- RECORDS:
*** Block opens ***

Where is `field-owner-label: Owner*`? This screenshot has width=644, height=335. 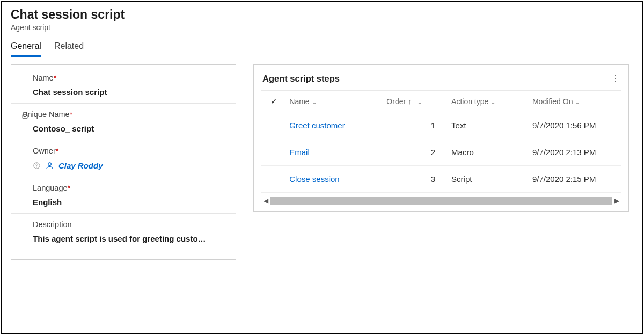 field-owner-label: Owner* is located at coordinates (129, 151).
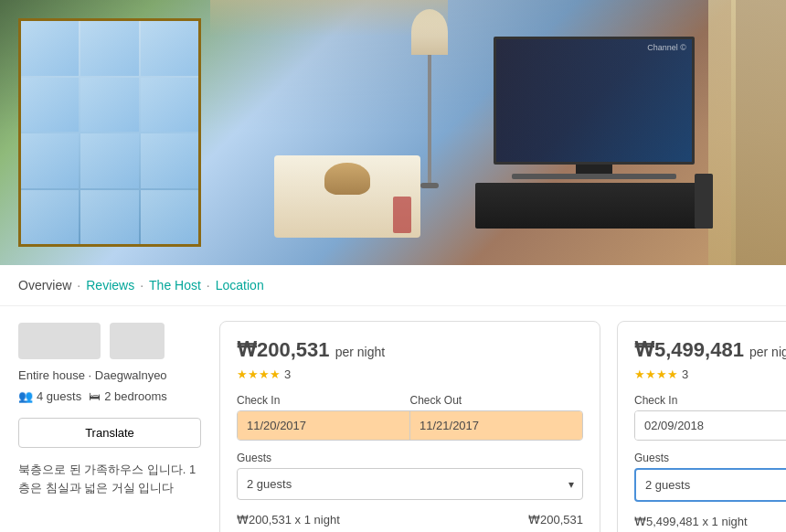 This screenshot has width=786, height=532. I want to click on price-detail-2: ₩5,499,481 x 1 night, so click(691, 521).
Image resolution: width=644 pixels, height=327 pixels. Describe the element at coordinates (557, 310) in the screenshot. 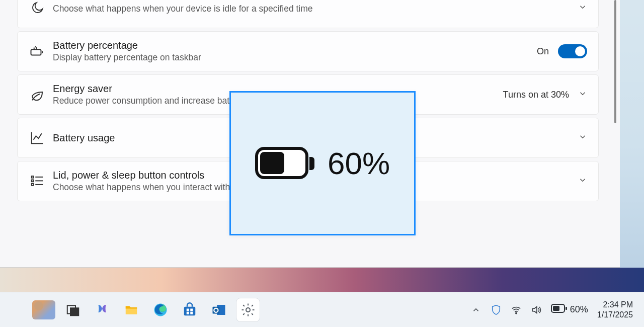

I see `system-tray: 60% 2:34 PM 1/17/2025` at that location.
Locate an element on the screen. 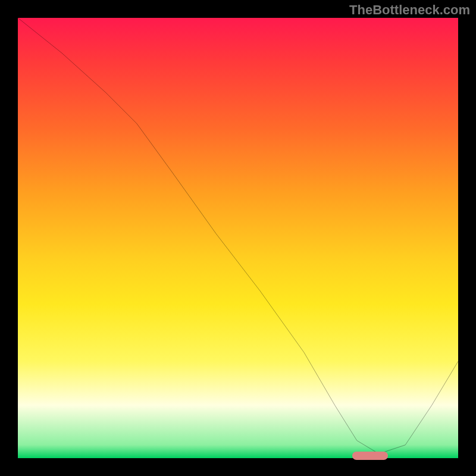  optimal-range-marker is located at coordinates (370, 456).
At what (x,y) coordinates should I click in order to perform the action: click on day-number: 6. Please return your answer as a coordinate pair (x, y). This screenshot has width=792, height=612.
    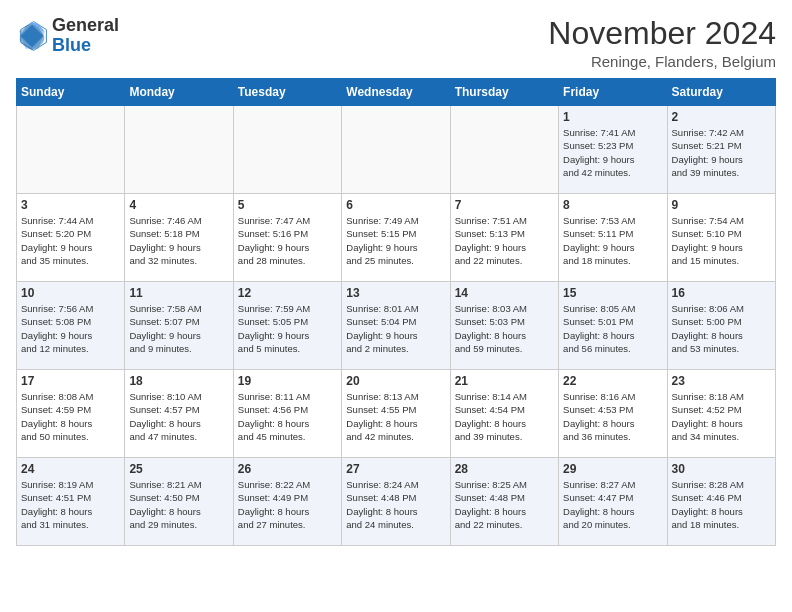
    Looking at the image, I should click on (396, 205).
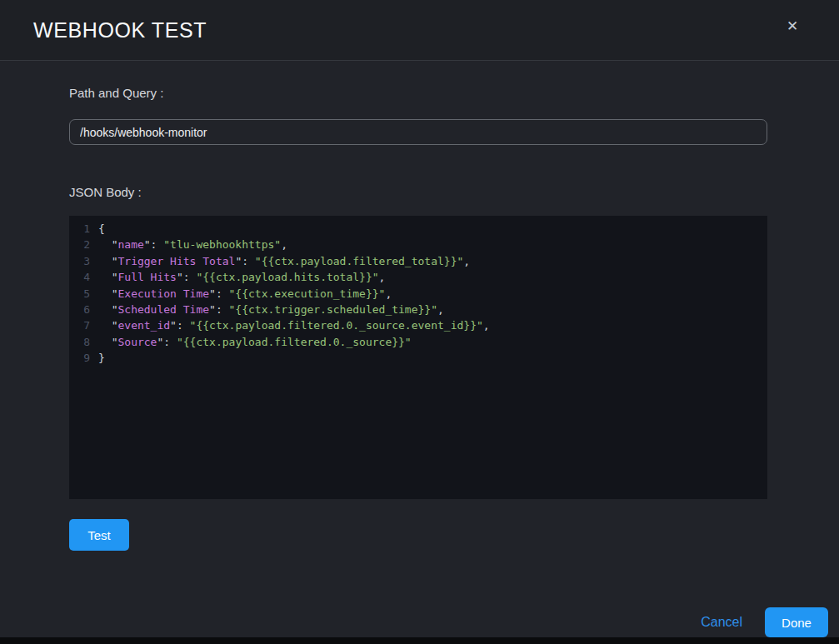 This screenshot has height=644, width=839. What do you see at coordinates (241, 293) in the screenshot?
I see `code-text: "Execution Time": "{{ctx.execution_time}…` at bounding box center [241, 293].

*** Block closes ***

- TRY IT:
Only an exact copy of the lines from the one with "At what (x,y)" through the last line of the data above is wanted, and no pictures.

- EXPECTED ANSWER:
At what (x,y) coordinates should I click in order to perform the action: click on day-number: 6. Please return your answer as a coordinate pair (x, y). This screenshot has width=792, height=612.
    Looking at the image, I should click on (396, 205).
 This screenshot has height=644, width=839. What do you see at coordinates (241, 293) in the screenshot?
I see `code-text: "Execution Time": "{{ctx.execution_time}…` at bounding box center [241, 293].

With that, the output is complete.